When you present a killer as having some sort of deformity or impairment, once i get past your lingering shots of their stump hand or pink eyes, lovingly grotesqued up by Rick Baker if you’re lucky, I still find them way less terrifying than other, less deformo characters. Possibly this is because I have hospital corners tendencies myself, but mostly I think it’s because it’s so easy and convenient to distance ourselves from the scary stuff by lumping it under the heading of “different,” or “not like anyone i know,” and there’s no heading that says that better than a physical or mental deformity. On the other hand, Ted Bundy has me practically peeing my pants when I hear his name because he looks like everyone and his smile only looks creepy when you know he used it to kill.
So unless a writer creates a very specific psychosis for their villain based on his or her deformity, i’m almost always going to respond better to a story with a good-looking killer with all his fingers and toes. And anyway, do albinos and inbreeders and *sharp intake of breath* very neat people really need yet another reason for people to look at them like they have the plague?
I should close with the caveat that all of the above doesn’t apply to the mentally retarded. I think they are aching to be stood next to the albinos and the OCD-havers as the next slasher to do some crazy, evil crimes. Am I right? I mean, these people have been confined to a portrait of innocent and good-temperedness for long enough! Probably because the people who make movies about mentally retarded characters are Oscar hounds and they know that horror movies with non-retarded physical or mentally disordered characters is a thankless labor of love, not a fucking accolade party. Case in point, where’s this guy’s oscar?

He acted his inbred heart out for you for NOTHING!
(It’s a sin to shoot a mockingbird, you know.)
The Dog Ate My Blog.
October 1, 2008
Back next week. In the meantime, anyone wanna discuss Spike Lee? Specifically, his reaction to Italians getting angry about Miracle At St. Anna’s revisionist history take on a massacre of Italian civilians in WWII, which the film blames on partisan collaboration with the Nazis, which in real life probably didn’t happen.

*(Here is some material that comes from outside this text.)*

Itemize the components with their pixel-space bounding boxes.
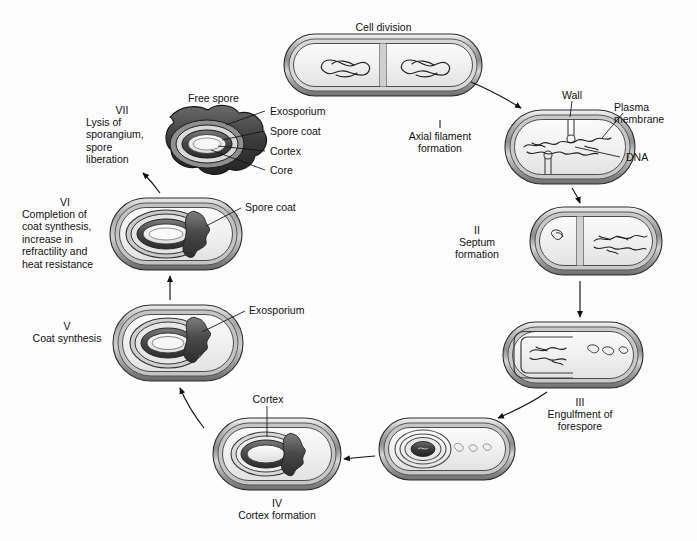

I read this script and thought that the reaction of James McBride, who wrote the movie, was about right. It is shitty to have your story told by other people. However, what he wrote was a fictionalized version of events that was more like a 40’s war movie about group soldier dynamics than it was a factually accurate docudrama, so he took some liberties.
But Spike Lee had to be all Fuck You, I am not apologizing and you should get used to the fact that you guys don’t know everything and this could have happened in Italy during the war. This is too bad in my opinion. Missed opportunity. To not be the Spike Lee who sues Spike TV and to instead be the Spike Lee who tells great stories. Like some magical, mystical, thread-spinning black man.